Last year, the UN General Assembly approved the formation of an Open Ended Working Group on the subject of “Taking Forward Multilateral Nuclear Disarmament Negotiations”.  Work started in February and will finish in August.  In the first sessions a range of possibilities were discussed. The next sessions take place in May. 

The Los Alamos Study Group, is a member of the ICAN network, the International Campaign to Abolish Nuclear Weapons, and they have submitted a paper to the OEWG “Progress in multilateral nuclear disarmament requires a treaty prohibiting the possession, threat, or use of nuclear weapons” with the following explanations which Pressenza publish with kind permission of the authors.

 

This paper isn’t everything it ought to be, and there are issues not included.

One of those issues is the potential impact of a nuclear weapons ban on nuclear weapon state policies (which for us really means US policies, since that’s the only country we know well).

Perhaps something should be said about that right now, as the OEWG approaches.

There is no indication from history, or from logic, that the US will ever allow multilateral disarmament negotiations to create disarmament obligations, under any treaty whatsoever.

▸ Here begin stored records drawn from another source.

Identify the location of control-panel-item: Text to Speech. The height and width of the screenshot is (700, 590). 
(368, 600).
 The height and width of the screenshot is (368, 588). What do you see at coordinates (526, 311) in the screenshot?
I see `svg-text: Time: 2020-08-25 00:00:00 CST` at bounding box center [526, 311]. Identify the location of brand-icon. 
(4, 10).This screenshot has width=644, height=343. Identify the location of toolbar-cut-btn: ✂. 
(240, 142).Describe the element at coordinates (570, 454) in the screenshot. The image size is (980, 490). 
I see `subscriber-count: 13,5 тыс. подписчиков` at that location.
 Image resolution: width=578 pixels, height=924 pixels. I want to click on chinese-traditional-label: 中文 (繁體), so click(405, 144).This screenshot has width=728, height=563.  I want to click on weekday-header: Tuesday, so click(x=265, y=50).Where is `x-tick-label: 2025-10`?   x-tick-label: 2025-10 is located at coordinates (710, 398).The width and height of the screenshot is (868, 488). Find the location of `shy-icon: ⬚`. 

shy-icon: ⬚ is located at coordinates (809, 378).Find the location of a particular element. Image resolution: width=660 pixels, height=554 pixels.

The US will not participate in good faith in such negotiations. It never has and it never will. Given US internal political formations, this country can’t participate in such negotiations, not for the foreseeable future. Which is to say, not until sovereign non-nuclear states stand up and create an anti-nuclear weapons norm. I think this is true for most if not all nuclear weapon states.

All foreseeable future disarmament that might result from multilateral processes will occur indirectly, not directly from some positive disarmament treaty they sign. They won’t negotiate or sign any such positive treaty. No “convention,” no “framework,” no “stepping stones,” no “foundation,” no whatever will ever be signed by the U.S., let alone ratified. (The ratification process for the CTBT and New START resulted in more, not fewer, financial and nuclear modernization commitments.)

Hypothetical, imaginary disarmament approaches — which might work in some other more ideal universe, just not in ours — are a confusing waste of diplomatic time and attention.

The only way for multilateral processes to have an impact on US (or any) nuclear weapon state policies is indirectly, through international norms and laws that are set by states that actually do want disarmament. In other words, a ban.

Trying to compare the hypothetical effectiveness of various multilateral disarmament approaches, some of which are about as possible as flying pigs, is useless. The only disarmament strategies which bear examination are those which do not require the participation of nuclear-armed states and their nuclear umbrella allies.

This is exactly the opposite of what many people think, or used to think. A lot of people may still be looking to negotiate some new positive law that (eventually?) forces disarmament.

Since that is not going to happen, all “effective measures” for nuclear disarmament will be effective only because of their indirect, normative effects, and need to be evaluated and compared on that basis.

Anyone who believes in civil society believes in the power of strong humanitarian norms, because that is how civil society works. Parliamentary work, for example, would benefit dramatically with a strong, fresh norm against the possession and use of nuclear weapons. We don’t have that, as the inability of the International Court of Justice to rule on nuclear use showed. Conferences don’t create that norm. Treaties do.

So those states which actually want disarmament, and which actually want to follow Article VI of the NPT, had better decide to do it without the “help” of the nuclear weapon states and their nuclear allies.

Occasionally we read that nuclear weapon states and nuclear umbrella states on the one hand, and non-nuclear weapon states on the other hand, are “talking past each other,” or that “gaps” between these categories of states are preventing progress. That is not the problem at all. Unity of purpose or strategy between nuclear and non-nuclear states will not be found and should not be sought.

Part of the genius of ICAN has been to leave the hobby-horse of “unity” behind and focus on what certainly could be done by most states in the world — and done powerfully and relatively easily, without new obligations to themselves.

We shouldn’t be looking for unity. There are two competing and opposite ideas about the legitimacy and value of nuclear weapons at work in and around the OEWG, and in diplomacy in general. One of them will win.

If nuclear weapons continue to be valued, they sooner or later will be used (again). The only “unity” we will find, now or then, with nuclear weapon advocate states is in the mushroom cloud. Then, “we will go together when we go.”